Re: [hypermail] XHTMLized hypermail available for testing

From: Jose Kahan <jose.kahan_at_w3.org_at_hypermail-project.org>
Date: Wed, 2 Apr 2003 13:38:58 +0200
Message-ID: <20030402113858.GA29073_at_inrialpes.fr>


Peter,

Thanks for your confirmation.

I did some additional tests with more mailboxes. The convertion to XHTML has some effects, because we're trying to produce valid dcouments:

  1. The <u> (underline) element is deprecated. We were only using it in the tables. I removed it.
  2. winlatin1 charset. This is a bit more complex. I've some messages that have an ISO-8859-1 charset. However, they include some characters that come from a Windows codepage. This makes them invalid. The solution here is to convert the winlatin1 characters into Unicode ones, when found. This will require a convertion table and examining all the characters. Something akin to the entity and smart link convertions we do already. I've not yet written this code but hope to do this afternoon (we already did it in Amaya).

   On the other hand, many browsers don't care about the charset    and would open and display it anyway, with the good glyphs. The    problem is when browsers parse the document through an XML parser.    The parser will complain and stop when reaching that character.

   Well, there is a solution and it's compatible with all the browsers    I know. So let's do the char translation here.

3) Invalid HTML attachments or alternatives.

   Let me say it right away. The HTML markup that's being produced by    mail clients or web forms is rarely valid. Just including their    content to show it in-line produces invalid documents. Some cases    are:

    The attachment defines a <head>, <dtd> or other things that can     only occur once in a valid document and which are already defined     by the markup that hypermail produced before including the body.

    The attachment is written in HTML and we can't include it anymore     using XHTML because it has deprecated elements, or the tags are in     upper case (XHTML requires them to be in lower case).

    The markup is invalid.

   There are some solutions we can take here. I need your feedback    and opinion to know which one is best:

  1. Stop doing the inline display of HTML attachments. Store them in the attachment directory and add a link to them. Include a new customization option so that the maintainer authorizes inline display of HTML, even if it produces invalid XHTML.
  2. Give more priority to the plaintext alternatives rather than the first alternative. We can add an option saying how to interpret the priority of alternatives.
  3. If the body of the message is only given in HTML, then store it in the attachment directory and add a link. Add an option saying wheter we want to do this or not.

I will wait until we discuss this invalid HTML in messages to code a solution. This only affects us when we want to show valid XHTML (which I think should be our goal). And there is a backwards compatibility with HTML anyway.

Is it Ok to go ahead with my commit for XHTML regardless of the points I stated here above?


**Work request:**
When a line in the entries below contains the word "through", copy that line.

Records from a collection of figures
┄┄┄┄┄┄

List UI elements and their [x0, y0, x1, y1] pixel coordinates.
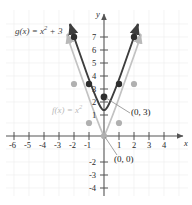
- y-tick-label--4: -4: [89, 184, 96, 193]
- y-axis-label: y: [96, 10, 100, 19]
- y-tick-label-3: 3: [92, 85, 96, 94]
- annotation-point-0-0: (0, 0): [114, 155, 134, 164]
- graph-figure: g(x) = x2 + 3 f(x) = x2 (0, 3) (0, 0) x …: [0, 0, 192, 205]
- x-tick-label--5: -5: [24, 141, 31, 150]
- x-tick-label-1: 1: [117, 141, 121, 150]
- y-tick-label-4: 4: [92, 72, 96, 81]
- annotation-point-0-3: (0, 3): [131, 108, 151, 117]
- x-tick-label--6: -6: [9, 141, 16, 150]
- y-tick-label--3: -3: [89, 171, 96, 180]
- x-tick-label--1: -1: [84, 141, 91, 150]
- y-tick-label-5: 5: [92, 59, 96, 68]
- x-tick-label-4: 4: [162, 141, 166, 150]
- x-tick-label--4: -4: [39, 141, 46, 150]
- y-tick-label-6: 6: [92, 46, 96, 55]
- y-tick-label-2: 2: [92, 98, 96, 107]
- curve-label-f: f(x) = x2: [52, 106, 82, 115]
- curve-label-g: g(x) = x2 + 3: [15, 27, 62, 36]
- background-gridlines: [6, 10, 188, 196]
- x-axis-label: x: [184, 139, 188, 148]
- x-tick-label--2: -2: [69, 141, 76, 150]
- x-tick-label-2: 2: [132, 141, 136, 150]
- y-tick-label--2: -2: [89, 158, 96, 167]
- x-tick-label-3: 3: [147, 141, 151, 150]
- y-tick-label-1: 1: [92, 111, 96, 120]
- x-tick-label--3: -3: [54, 141, 61, 150]
- y-tick-label-7: 7: [92, 33, 96, 42]
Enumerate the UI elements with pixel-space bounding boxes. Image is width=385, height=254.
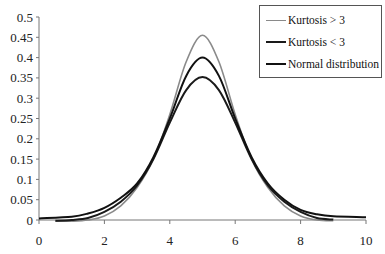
- y-tick-label: 0.05: [10, 192, 33, 207]
- x-tick-label: 8: [297, 233, 304, 248]
- y-tick-label: 0.5: [17, 10, 33, 25]
- legend-item-normal: Normal distribution: [266, 57, 379, 71]
- y-tick-label: 0.4: [17, 50, 34, 65]
- y-tick-label: 0.45: [10, 30, 33, 45]
- series-line-kurtosis-3: [55, 77, 333, 221]
- x-tick-label: 6: [232, 233, 239, 248]
- y-tick-label: 0.25: [10, 111, 33, 126]
- y-tick-label: 0.2: [17, 131, 33, 146]
- legend: Kurtosis > 3 Kurtosis < 3 Normal distrib…: [259, 5, 382, 78]
- y-tick-label: 0: [27, 213, 34, 228]
- y-tick-label: 0.1: [17, 172, 33, 187]
- y-tick-label: 0.15: [10, 152, 33, 167]
- legend-item-kurtosis-gt3: Kurtosis > 3: [266, 13, 345, 27]
- x-tick-label: 0: [36, 233, 43, 248]
- y-tick-label: 0.35: [10, 70, 33, 85]
- x-tick-label: 10: [360, 233, 373, 248]
- y-ticks: 00.050.10.150.20.250.30.350.40.450.5: [10, 10, 39, 228]
- x-ticks: 0246810: [36, 220, 373, 248]
- legend-line-icon: [266, 20, 286, 21]
- legend-label: Normal distribution: [288, 58, 379, 70]
- legend-line-icon: [266, 63, 286, 65]
- legend-label: Kurtosis < 3: [288, 36, 345, 48]
- x-tick-label: 2: [101, 233, 108, 248]
- legend-line-icon: [266, 41, 286, 43]
- y-tick-label: 0.3: [17, 91, 33, 106]
- legend-item-kurtosis-lt3: Kurtosis < 3: [266, 35, 345, 49]
- series-line-normal-distribution: [39, 58, 366, 219]
- x-tick-label: 4: [167, 233, 174, 248]
- legend-label: Kurtosis > 3: [288, 14, 345, 26]
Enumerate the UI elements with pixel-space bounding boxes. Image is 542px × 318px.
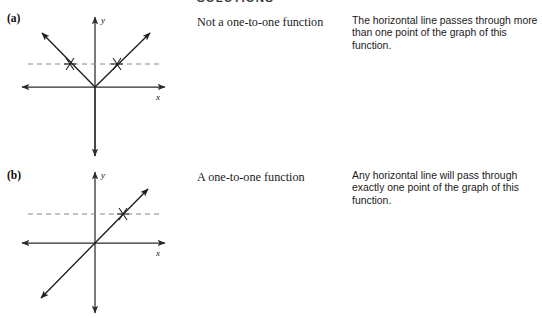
y-axis-label-b: y [100,170,105,180]
figure-linear-graph: y x [0,163,190,313]
caption-not-one-to-one: Not a one-to-one function [197,15,323,29]
x-axis-label-b: x [155,248,160,258]
caption-one-to-one: A one-to-one function [197,170,305,184]
x-axis-label-a: x [155,92,160,102]
curve-right-branch-a [95,33,150,87]
description-not-one-to-one: The horizontal line passes through more … [352,15,542,52]
solutions-heading: SOLUTIONS [197,0,274,4]
curve-lower-branch-b [41,243,95,298]
y-axis-label-a: y [100,15,105,25]
figure-absolute-value-graph: y x [0,8,190,158]
curve-left-branch-a [42,33,95,87]
intersection-marker-left-a [64,58,76,70]
intersection-marker-right-a [111,58,123,70]
graph-a-svg: y x [0,8,190,158]
graph-b-svg: y x [0,163,190,315]
description-one-to-one: Any horizontal line will pass through ex… [352,170,542,207]
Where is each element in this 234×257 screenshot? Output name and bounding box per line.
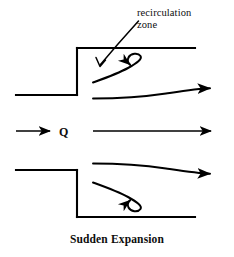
lower-shear-streamline [93, 164, 210, 174]
leader-line [101, 21, 139, 65]
flow-arrows [16, 88, 211, 174]
sudden-expansion-figure: recirculation zone Q Sudden Expansion [0, 0, 234, 257]
diagram-canvas: recirculation zone Q Sudden Expansion [0, 0, 234, 257]
recirculation-zone-label-line2: zone [137, 19, 157, 30]
flow-rate-label: Q [59, 125, 68, 139]
duct-walls [16, 48, 195, 217]
recirculation-zone-leader [96, 21, 139, 67]
recirculation-zone-label-line1: recirculation [137, 7, 192, 18]
lower-recirculation-vortex [93, 183, 141, 212]
leader-arrowhead-icon [96, 58, 106, 67]
figure-caption: Sudden Expansion [70, 233, 165, 246]
upper-recirculation-vortex [93, 54, 141, 83]
upper-shear-streamline [93, 88, 210, 98]
recirculation-vortices [93, 54, 141, 211]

┄┄┄┄┄┄

**Reply to the exercise:**
description-not-one-to-one: The horizontal line passes through more … [352,15,542,52]
description-one-to-one: Any horizontal line will pass through ex… [352,170,542,207]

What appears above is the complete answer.